Duchenne Muscular Dystrophy & Creatine

There are certain topics where the distance between the science and the lived experience feels especially wide. Duchenne muscular dystrophy is one of them. Whenever I speak with parents, clinicians, or researchers working in this space, the conversation always circles back to the same truth: families are searching for anything (anything) that can help preserve strength, function, or simply buy more good days.

One parent, Ben Stuart, a DMD dad whose son Mac was diagnosed with DMD three years ago and who is the inspiration behind the charity Mac My Day, contacted us recently, searching for more information and answers about creatine.

And as creatine becomes more mainstream, almost oddly fashionable in the wellness world, a very different question emerges quietly in the background: What about the people who actually might need it the most? Not the athletes or the Instagram biohackers, but rather the boys living with a progressive neuromuscular disorder where every percentage point of muscle or bone retention genuinely matters. This is the gap we need to talk about.

Duchenne is complex. A genetic condition that rapidly impacts muscle tissue, bone density, functional mobility, and ultimately, the everyday rhythm of childhood. Standard supplement research seldom includes populations like these; not because of a lack of interest, but actually because rare diseases sit on the edge of convenience. The studies are harder to run, understandably. The sample sizes are small. And when a supplement becomes trendy, the industry’s attention tends to drift toward the masses, not the niches. But DMD isn’t a niche. It’s a population for whom even incremental improvements can be profoundly life-changing.

This is where things get interesting and, honestly, under-discussed. The data Dr Darren Candow shared with me when I checked in with him on this topic highlights two small but meaningful clinical trials:

The first, Louis et al. (33), looked at 3 grams of creatine per day for three months. The results weren’t loud, but they were promising: a 33% reduction in urinary N-telopeptides and a 3.9% increase in lumbar spine bone mineral density in ambulatory boys. For a condition that erodes strength over time, those numbers are not trivial.

The second trial, from Tarnopolsky et al. (46), used 0.1 g/kg per day over four months. Here, whole-body BMD didn’t change overall, but there was a 19% attenuation in N-telopeptides, suggesting less bone breakdown… even if the effect wasn’t as pronounced.

So, these aren’t blockbuster data sets, but they point to something important. Creatine may not dramatically alter disease trajectory, but it may support bone health, muscle energy metabolism, and short-to-moderate-term function, especially in children who are still ambulatory. Which I’m sure you can agree with me about, is worth paying attention to.

Another nuance that rarely gets airtime: geography shapes clinical practice. In Australia and New Zealand, for example, creatine as an adjunct therapy is already part of the conversation and actually often recommended alongside corticosteroids. The clinical culture there leans more toward “low-risk, potential benefit.” Meanwhile, in the US and UK, the typical stance is more cautious. The kind of cautious that often translates to “safe, but probably ineffective.”

Not because anyone is opposed to creatine, but because there isn’t enough localised, robust trial data to shift consensus. This fragmentation leaves families navigating conflicting guidance and clinicians navigating the gaps between global research philosophies.

Creatine will never be positioned as a cure, nor should it be. But it may have a role to play: supporting muscle energy metabolism, preserving bone markers, and offering another layer of resilience during key stages of disease progression. It’s not a silver bullet by any means, but it’s a small tool and one that might matter for boys with DMD.

And like everything in DMD, it should be supervised, individualised, and grounded in a clinical context rather than online enthusiasm.

As creatine continues its rise as a “mainstream wellness staple,” there is a risk that the industry only thinks about the general population: women, athletes, ageing adults, and people chasing performance or longevity trends. Meanwhile, the communities that have the most to gain remain on the outskirts, underserved and understudied. This is a call-in, not a call-out.

Pharma, supplement companies, research organisations, and even ingredient suppliers have a real opportunity here to bring scientific rigour to rare conditions, to explore what small molecules can do in high-need populations, and to partner with advocacy groups like Duchenne UK to make sure the evidence keeps evolving.

If creatine is going to become one of the most widely used supplements on the planet, then it should be studied in the populations where it could actually change someone’s daily life and not solely their gym performance.

To wrap this up, creatine shows genuine potential in DMD. Early, promising signals that deserve more research, more attention, and more thoughtful communication. Families navigating Duchenne already have enough uncertainty. What they need most is clarity, honesty, and the assurance that the industry is willing to prioritise them.

And from my perspective, the path forward is simple: we need more data, more collaboration, and more willingness to study the people who often get left out of scientific trends.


--- WHAT THE TASK ASKS ---
Could you output each line below exactly as it appears, excluding any pictures?

Figure collection entries
—————

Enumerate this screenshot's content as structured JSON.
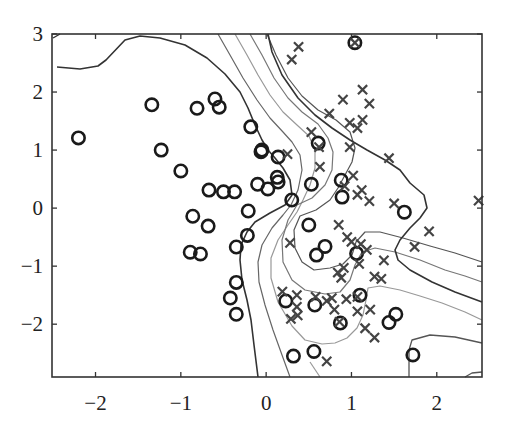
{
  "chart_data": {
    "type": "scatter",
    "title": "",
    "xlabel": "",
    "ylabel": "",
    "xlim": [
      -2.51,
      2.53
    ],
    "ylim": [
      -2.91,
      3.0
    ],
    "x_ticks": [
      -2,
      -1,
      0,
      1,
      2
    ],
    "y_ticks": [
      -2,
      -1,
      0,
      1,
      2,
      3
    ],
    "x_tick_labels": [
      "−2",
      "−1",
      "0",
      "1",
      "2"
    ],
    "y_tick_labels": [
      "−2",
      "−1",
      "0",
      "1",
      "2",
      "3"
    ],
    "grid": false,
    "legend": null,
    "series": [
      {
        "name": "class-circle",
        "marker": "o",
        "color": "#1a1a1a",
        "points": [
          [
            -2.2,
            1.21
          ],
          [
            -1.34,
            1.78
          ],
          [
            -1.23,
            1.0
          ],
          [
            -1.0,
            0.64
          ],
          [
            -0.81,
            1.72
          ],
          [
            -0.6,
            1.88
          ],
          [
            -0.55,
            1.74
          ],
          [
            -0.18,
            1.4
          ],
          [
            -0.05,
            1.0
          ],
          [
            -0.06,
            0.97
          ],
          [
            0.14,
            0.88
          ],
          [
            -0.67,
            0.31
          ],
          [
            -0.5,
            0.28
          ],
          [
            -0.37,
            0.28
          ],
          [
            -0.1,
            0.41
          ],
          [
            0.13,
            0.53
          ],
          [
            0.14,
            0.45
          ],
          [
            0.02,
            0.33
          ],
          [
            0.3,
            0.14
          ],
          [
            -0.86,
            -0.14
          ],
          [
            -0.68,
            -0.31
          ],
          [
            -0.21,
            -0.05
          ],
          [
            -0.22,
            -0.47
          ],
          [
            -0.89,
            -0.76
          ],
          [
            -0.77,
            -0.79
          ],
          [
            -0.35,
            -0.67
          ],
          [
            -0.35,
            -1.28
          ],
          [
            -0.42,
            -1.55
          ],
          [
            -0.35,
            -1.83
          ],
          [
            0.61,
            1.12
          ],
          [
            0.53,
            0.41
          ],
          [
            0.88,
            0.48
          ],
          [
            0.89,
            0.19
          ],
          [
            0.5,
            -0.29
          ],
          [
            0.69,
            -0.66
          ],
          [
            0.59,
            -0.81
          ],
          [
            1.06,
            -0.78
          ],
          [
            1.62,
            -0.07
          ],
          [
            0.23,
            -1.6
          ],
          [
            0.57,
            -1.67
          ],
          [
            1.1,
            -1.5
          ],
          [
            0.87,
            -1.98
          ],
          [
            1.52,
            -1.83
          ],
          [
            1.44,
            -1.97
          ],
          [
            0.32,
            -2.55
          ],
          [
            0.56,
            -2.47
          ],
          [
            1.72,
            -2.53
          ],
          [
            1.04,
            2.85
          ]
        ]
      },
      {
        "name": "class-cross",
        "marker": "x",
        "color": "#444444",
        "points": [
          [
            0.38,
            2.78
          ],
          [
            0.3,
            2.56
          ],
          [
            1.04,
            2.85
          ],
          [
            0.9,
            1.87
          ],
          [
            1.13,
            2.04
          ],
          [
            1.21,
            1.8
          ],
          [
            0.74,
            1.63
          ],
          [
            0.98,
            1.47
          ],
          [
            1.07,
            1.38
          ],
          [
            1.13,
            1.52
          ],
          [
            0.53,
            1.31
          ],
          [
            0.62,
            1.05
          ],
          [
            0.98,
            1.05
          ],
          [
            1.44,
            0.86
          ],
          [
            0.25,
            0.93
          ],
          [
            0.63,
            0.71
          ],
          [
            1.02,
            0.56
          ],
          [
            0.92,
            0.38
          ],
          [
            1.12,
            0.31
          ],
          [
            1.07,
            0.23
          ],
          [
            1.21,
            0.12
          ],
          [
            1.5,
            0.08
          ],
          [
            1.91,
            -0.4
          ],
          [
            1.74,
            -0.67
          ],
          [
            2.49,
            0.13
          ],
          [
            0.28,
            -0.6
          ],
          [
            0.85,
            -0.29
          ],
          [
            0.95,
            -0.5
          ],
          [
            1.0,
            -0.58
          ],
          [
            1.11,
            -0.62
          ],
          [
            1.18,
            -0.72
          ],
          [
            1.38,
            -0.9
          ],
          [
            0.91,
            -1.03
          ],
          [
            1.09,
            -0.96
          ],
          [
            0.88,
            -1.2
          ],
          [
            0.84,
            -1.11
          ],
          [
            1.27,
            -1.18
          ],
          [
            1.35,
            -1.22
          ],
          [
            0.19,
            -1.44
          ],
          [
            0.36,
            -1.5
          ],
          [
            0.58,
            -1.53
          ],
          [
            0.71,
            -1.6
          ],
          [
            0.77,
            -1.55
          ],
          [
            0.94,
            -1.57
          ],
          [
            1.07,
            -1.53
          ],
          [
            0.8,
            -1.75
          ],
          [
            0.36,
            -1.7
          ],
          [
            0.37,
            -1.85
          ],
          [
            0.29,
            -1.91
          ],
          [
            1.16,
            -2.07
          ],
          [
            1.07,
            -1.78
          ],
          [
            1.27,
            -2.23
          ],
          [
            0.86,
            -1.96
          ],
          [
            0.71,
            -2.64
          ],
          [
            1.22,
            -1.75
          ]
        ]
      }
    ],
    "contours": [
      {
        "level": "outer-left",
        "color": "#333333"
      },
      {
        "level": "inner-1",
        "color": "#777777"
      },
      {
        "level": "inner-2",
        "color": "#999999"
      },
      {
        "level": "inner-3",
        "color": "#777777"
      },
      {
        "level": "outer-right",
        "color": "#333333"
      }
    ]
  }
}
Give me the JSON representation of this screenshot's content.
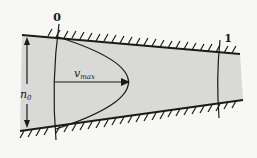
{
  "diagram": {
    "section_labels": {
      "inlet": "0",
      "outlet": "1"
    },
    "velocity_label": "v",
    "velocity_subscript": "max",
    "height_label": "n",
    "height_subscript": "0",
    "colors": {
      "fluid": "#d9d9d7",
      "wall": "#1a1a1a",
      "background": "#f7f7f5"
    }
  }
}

—————

--- TASK RESPONSE ---
Enumerate this screenshot's content as structured JSON.
{
  "chart_data": {
    "type": "scatter",
    "title": "",
    "xlabel": "",
    "ylabel": "",
    "xlim": [
      -2.51,
      2.53
    ],
    "ylim": [
      -2.91,
      3.0
    ],
    "x_ticks": [
      -2,
      -1,
      0,
      1,
      2
    ],
    "y_ticks": [
      -2,
      -1,
      0,
      1,
      2,
      3
    ],
    "x_tick_labels": [
      "−2",
      "−1",
      "0",
      "1",
      "2"
    ],
    "y_tick_labels": [
      "−2",
      "−1",
      "0",
      "1",
      "2",
      "3"
    ],
    "grid": false,
    "legend": null,
    "series": [
      {
        "name": "class-circle",
        "marker": "o",
        "color": "#1a1a1a",
        "points": [
          [
            -2.2,
            1.21
          ],
          [
            -1.34,
            1.78
          ],
          [
            -1.23,
            1.0
          ],
          [
            -1.0,
            0.64
          ],
          [
            -0.81,
            1.72
          ],
          [
            -0.6,
            1.88
          ],
          [
            -0.55,
            1.74
          ],
          [
            -0.18,
            1.4
          ],
          [
            -0.05,
            1.0
          ],
          [
            -0.06,
            0.97
          ],
          [
            0.14,
            0.88
          ],
          [
            -0.67,
            0.31
          ],
          [
            -0.5,
            0.28
          ],
          [
            -0.37,
            0.28
          ],
          [
            -0.1,
            0.41
          ],
          [
            0.13,
            0.53
          ],
          [
            0.14,
            0.45
          ],
          [
            0.02,
            0.33
          ],
          [
            0.3,
            0.14
          ],
          [
            -0.86,
            -0.14
          ],
          [
            -0.68,
            -0.31
          ],
          [
            -0.21,
            -0.05
          ],
          [
            -0.22,
            -0.47
          ],
          [
            -0.89,
            -0.76
          ],
          [
            -0.77,
            -0.79
          ],
          [
            -0.35,
            -0.67
          ],
          [
            -0.35,
            -1.28
          ],
          [
            -0.42,
            -1.55
          ],
          [
            -0.35,
            -1.83
          ],
          [
            0.61,
            1.12
          ],
          [
            0.53,
            0.41
          ],
          [
            0.88,
            0.48
          ],
          [
            0.89,
            0.19
          ],
          [
            0.5,
            -0.29
          ],
          [
            0.69,
            -0.66
          ],
          [
            0.59,
            -0.81
          ],
          [
            1.06,
            -0.78
          ],
          [
            1.62,
            -0.07
          ],
          [
            0.23,
            -1.6
          ],
          [
            0.57,
            -1.67
          ],
          [
            1.1,
            -1.5
          ],
          [
            0.87,
            -1.98
          ],
          [
            1.52,
            -1.83
          ],
          [
            1.44,
            -1.97
          ],
          [
            0.32,
            -2.55
          ],
          [
            0.56,
            -2.47
          ],
          [
            1.72,
            -2.53
          ],
          [
            1.04,
            2.85
          ]
        ]
      },
      {
        "name": "class-cross",
        "marker": "x",
        "color": "#444444",
        "points": [
          [
            0.38,
            2.78
          ],
          [
            0.3,
            2.56
          ],
          [
            1.04,
            2.85
          ],
          [
            0.9,
            1.87
          ],
          [
            1.13,
            2.04
          ],
          [
            1.21,
            1.8
          ],
          [
            0.74,
            1.63
          ],
          [
            0.98,
            1.47
          ],
          [
            1.07,
            1.38
          ],
          [
            1.13,
            1.52
          ],
          [
            0.53,
            1.31
          ],
          [
            0.62,
            1.05
          ],
          [
            0.98,
            1.05
          ],
          [
            1.44,
            0.86
          ],
          [
            0.25,
            0.93
          ],
          [
            0.63,
            0.71
          ],
          [
            1.02,
            0.56
          ],
          [
            0.92,
            0.38
          ],
          [
            1.12,
            0.31
          ],
          [
            1.07,
            0.23
          ],
          [
            1.21,
            0.12
          ],
          [
            1.5,
            0.08
          ],
          [
            1.91,
            -0.4
          ],
          [
            1.74,
            -0.67
          ],
          [
            2.49,
            0.13
          ],
          [
            0.28,
            -0.6
          ],
          [
            0.85,
            -0.29
          ],
          [
            0.95,
            -0.5
          ],
          [
            1.0,
            -0.58
          ],
          [
            1.11,
            -0.62
          ],
          [
            1.18,
            -0.72
          ],
          [
            1.38,
            -0.9
          ],
          [
            0.91,
            -1.03
          ],
          [
            1.09,
            -0.96
          ],
          [
            0.88,
            -1.2
          ],
          [
            0.84,
            -1.11
          ],
          [
            1.27,
            -1.18
          ],
          [
            1.35,
            -1.22
          ],
          [
            0.19,
            -1.44
          ],
          [
            0.36,
            -1.5
          ],
          [
            0.58,
            -1.53
          ],
          [
            0.71,
            -1.6
          ],
          [
            0.77,
            -1.55
          ],
          [
            0.94,
            -1.57
          ],
          [
            1.07,
            -1.53
          ],
          [
            0.8,
            -1.75
          ],
          [
            0.36,
            -1.7
          ],
          [
            0.37,
            -1.85
          ],
          [
            0.29,
            -1.91
          ],
          [
            1.16,
            -2.07
          ],
          [
            1.07,
            -1.78
          ],
          [
            1.27,
            -2.23
          ],
          [
            0.86,
            -1.96
          ],
          [
            0.71,
            -2.64
          ],
          [
            1.22,
            -1.75
          ]
        ]
      }
    ],
    "contours": [
      {
        "level": "outer-left",
        "color": "#333333"
      },
      {
        "level": "inner-1",
        "color": "#777777"
      },
      {
        "level": "inner-2",
        "color": "#999999"
      },
      {
        "level": "inner-3",
        "color": "#777777"
      },
      {
        "level": "outer-right",
        "color": "#333333"
      }
    ]
  }
}
Give me the JSON representation of this screenshot's content.
{
  "diagram": {
    "section_labels": {
      "inlet": "0",
      "outlet": "1"
    },
    "velocity_label": "v",
    "velocity_subscript": "max",
    "height_label": "n",
    "height_subscript": "0",
    "colors": {
      "fluid": "#d9d9d7",
      "wall": "#1a1a1a",
      "background": "#f7f7f5"
    }
  }
}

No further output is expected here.